Transcript of Citing Sources

Citing SourcesChicago Style

Footnotes

• Every source of information must be placed in a footnote.

• This includes references to direct quotes as well as paraphrased material.

• The first footnote gives the whole citation, while subsequent footnotes of the same material give an abbreivated version.

•Format for footnotes is single spaced.

•No extra lines between entries.

•Long entries are separated by colons.

•Punctuation counts

Citing Sources

Long Quotes

•When you use a quote that is more than three lines long it must be off-set from your text.•It is not put in quotation marks but is indented 5 spaces from each margin.•These should be used sparingly and only when you need the exact wording.

Ibid and op. cit.

• Ibid refers to the exact reference as above.

• “In the same place. Used in footnotes and bibliographies to refer to the book, chapter, article, or page cited just before.”

• Op. cit. is when it is a reference prior to the one directly above, and simply means “in the work cited.”

• It is often confusing to use these terms, so unless you are exactly clear, just use the abbreviated version to ensure that you do not confuse your reader.

Footnotes

• A footnote is considered a sentence that describes the citation you are providing.

• It should be a natural sentence, therefore the author’s name is first name first, then last name, followed by a comma and the title of the article, followed by where it can be found, publisher, date, etc.

Footnote

• In this case, the author is first, followed by a comma. The title of the article is in quotation marks, followed by another comma and the end quotation marks.•The article is found in the journal, Current History.•Journal titles, book titles and either underlined or italicized, never both.•Following the journal is the month of publication, year and page number.•The final thing is a period at the end.

Bibliography

• The bibliography is a complete listing of all the works cited in the paper.

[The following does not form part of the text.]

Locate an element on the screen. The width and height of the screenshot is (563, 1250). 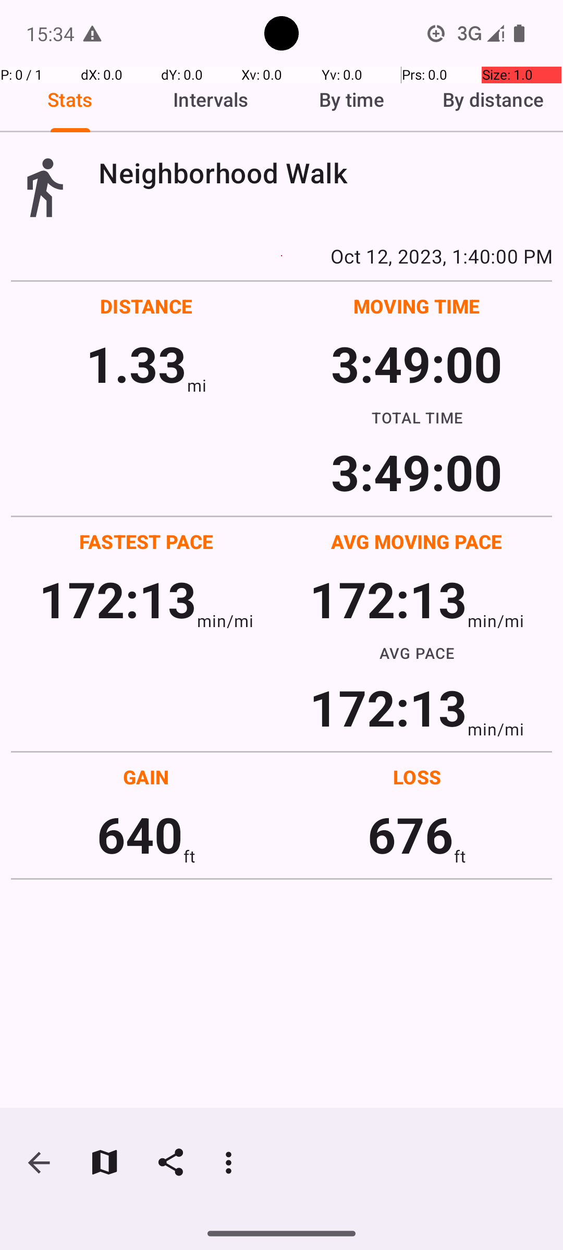
AVG PACE is located at coordinates (417, 653).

• You cannot pad the bibliography by adding works not cited in the footnotes.

• Just because you read it isn’t good enough, you have to explicitly use it to put in in the bibliography.

• The bibliography is alphabetized by last name of author to ensure that people can find the source.

Bibliograpy

•The punctuation is different in the bibliography.

–There are periods where there once were commas.–The journal articles include the page ranges rather than pages cited.

•Single spaced•Hanging indent

Bibliography vs Footnote

Website for guidelines

• To find specifics on books, journals, newspapers and internet sources consult a style guide.

• You can find these in book stores or on internet cites.– http://www.press.uchicago.edu/Misc/C

hicago/cmosfaq/tools.html

• Style guides provide other useful information such as grammar and punctuation.